My cousin is the illegitimate child of a wealthy business man in failing health. He has three siblings who are legitimate. The wealthy business mans wife has set up a trust to manage their assets. Does this prevent my cousin from benefiting as a rightful heir as the three legitimate children when his father dies?
 


divona2000

Senior Member
Please have your cousin come here and set up his own account, as he should really be the one asking these questions, and only he will have all the information needed.
 

nextwife

Senior Member
In probate, the legal children, of the marriage or not of the marriage, only inherit those assets that are left to them, if a will, and which belong to the decedant's estate. Assets that pass outside probate are not part of the "estate". It is not unusual for spouses to leave the bulk of their holdings to each other, espercially those they may have accrued together over a long term marriage..
 

justalayman

Senior Member
But there could be a problem if the illegitimate child is not written into the will. With an inclusion, even if in merely some minimal manner, it shows the father intended to treat the illegitimate child as he as. If the illegitimate child isn't mentioned at all, that child may be able to dispute a will based on the appearance he may have forgotten or not been aware of the child. As such, the claim would be that the father would have included the child had he known about her/him.
 

latigo

Senior Member
There are too many unknowns here to be assuming that your cousin is a “rightful heir”. That is, if by that expression you mean he or she is an heir-at-law legally entitled to inherit.
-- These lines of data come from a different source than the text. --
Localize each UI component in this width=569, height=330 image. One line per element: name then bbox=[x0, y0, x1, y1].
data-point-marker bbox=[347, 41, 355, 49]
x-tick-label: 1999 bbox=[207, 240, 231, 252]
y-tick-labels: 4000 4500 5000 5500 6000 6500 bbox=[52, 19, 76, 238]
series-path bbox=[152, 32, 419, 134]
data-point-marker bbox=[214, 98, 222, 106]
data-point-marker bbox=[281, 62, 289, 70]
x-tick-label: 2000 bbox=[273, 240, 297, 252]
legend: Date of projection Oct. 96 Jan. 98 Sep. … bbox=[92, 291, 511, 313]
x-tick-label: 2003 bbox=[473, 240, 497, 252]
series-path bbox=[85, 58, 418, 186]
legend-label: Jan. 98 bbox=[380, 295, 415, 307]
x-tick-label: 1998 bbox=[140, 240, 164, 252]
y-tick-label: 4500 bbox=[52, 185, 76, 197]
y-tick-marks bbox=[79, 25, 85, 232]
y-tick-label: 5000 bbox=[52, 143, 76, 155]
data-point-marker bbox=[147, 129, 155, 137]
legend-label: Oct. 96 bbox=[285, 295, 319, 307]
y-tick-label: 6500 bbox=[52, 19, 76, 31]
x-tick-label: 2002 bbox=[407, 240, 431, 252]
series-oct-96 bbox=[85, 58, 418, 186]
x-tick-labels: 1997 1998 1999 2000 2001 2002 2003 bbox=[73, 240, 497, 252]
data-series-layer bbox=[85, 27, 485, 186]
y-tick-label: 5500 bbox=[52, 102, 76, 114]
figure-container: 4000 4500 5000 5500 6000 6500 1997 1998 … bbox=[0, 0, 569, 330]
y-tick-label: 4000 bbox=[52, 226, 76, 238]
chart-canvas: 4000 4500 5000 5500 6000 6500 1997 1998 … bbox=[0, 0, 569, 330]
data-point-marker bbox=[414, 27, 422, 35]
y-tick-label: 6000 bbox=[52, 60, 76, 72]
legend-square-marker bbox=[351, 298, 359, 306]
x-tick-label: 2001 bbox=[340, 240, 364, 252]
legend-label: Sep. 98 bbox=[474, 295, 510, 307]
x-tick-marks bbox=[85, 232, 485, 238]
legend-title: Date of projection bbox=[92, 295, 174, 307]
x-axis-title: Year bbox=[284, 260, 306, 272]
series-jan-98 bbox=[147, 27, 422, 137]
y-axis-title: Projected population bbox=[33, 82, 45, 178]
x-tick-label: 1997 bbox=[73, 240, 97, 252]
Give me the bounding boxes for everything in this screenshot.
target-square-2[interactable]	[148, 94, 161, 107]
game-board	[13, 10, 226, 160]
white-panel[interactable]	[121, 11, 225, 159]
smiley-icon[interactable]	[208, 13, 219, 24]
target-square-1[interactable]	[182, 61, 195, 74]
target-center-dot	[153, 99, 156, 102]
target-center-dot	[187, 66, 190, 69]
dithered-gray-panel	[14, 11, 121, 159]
Because unless the purported father has acknowledged paternity or the filiation has been judicial decreed or the cousin is provided for by the father’s will, he or she is not an heir in that sense.

Nor could the cousin be treated as a pretermitted child and take by intestate succession were the filiation to have been established or the blood relationship formally acknowledged. He or she would have to be born subsequent to the date of the man’s will.

Then of course, if the will expressly disinherits the child he or she has no rights of heirship regardless.